Frankly, we expected more from a Statham movie, and actually felt at one point that we would be given exactly that. Bosworth's meth-wasted physique makes her crazier than a bag of cats, and her exchanges with the husband and her brother Gator are among the film's best. But there's also a sense of incompleteness to Homefront, as if Fleder simply missed the importance of adding a tense third act to match all the buildup of a pretty good first and second. What we get instead is pretty incoherent and predictable - we know Statham will win (hope that's not too big of a spoiler), his daughter will survive a Franco kidnapping, and all will be right with the world. That automatically forces the story into a corner while its competitor takes potshots until it collapses under its own weight. When that anti-climatic ending arrives, we could feel the film take a decidedly different turn, as if parts had been reshot based on test audience reaction. Speaking of which, ours seemed to like all the bullying and fisticuffs, but we still can't recommend it. Franco never seems comfortable with his role, content to look menacing without actually being it and actually looking bored in some scenes, while Ryder's bar chick physique looks good on paper but falls flat each time she and Franco hook up. This feels like a Stallone film in every way, and that's not a good thing, with cheesy lines and other Stallone fingerprints popping up faster than you can say Rambo.

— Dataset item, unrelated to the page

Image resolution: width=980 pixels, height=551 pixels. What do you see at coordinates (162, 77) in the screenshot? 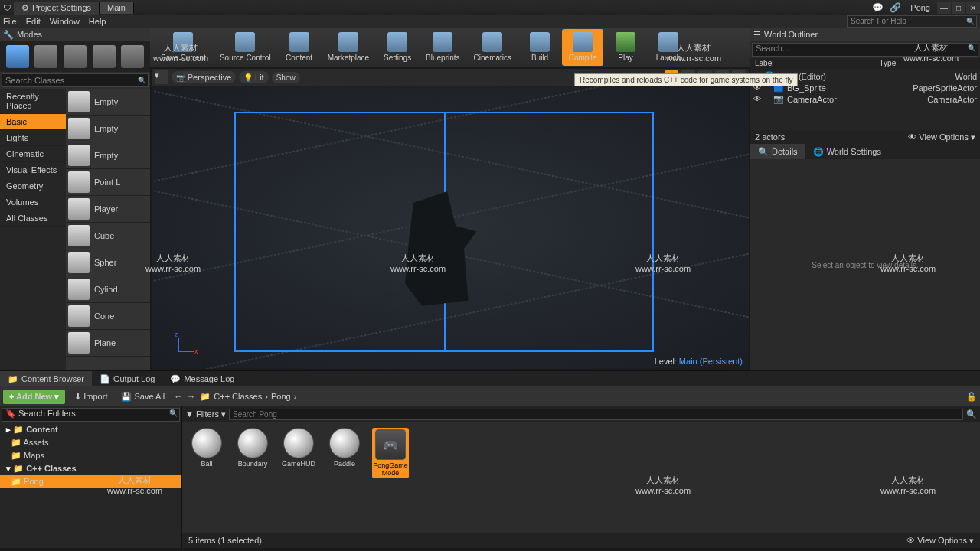
I see `viewport-menu-icon: ▾` at bounding box center [162, 77].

Homefront could have been a tense and terse thriller about the Deep South and the way its residents sometimes hold long grudges to deadly conclusions, but instead we're left with an implausible and hollow ending that won't stay with you once the lights come up. Chock up another failure for Stallone, whose Christmas gift to Statham should have come with a return receipt. Our suggestion is to wait for this one on Netflix. Homefront is rated R for strong violence, pervasive language, drug content and brief sexuality and has a runtime of 100 minutes.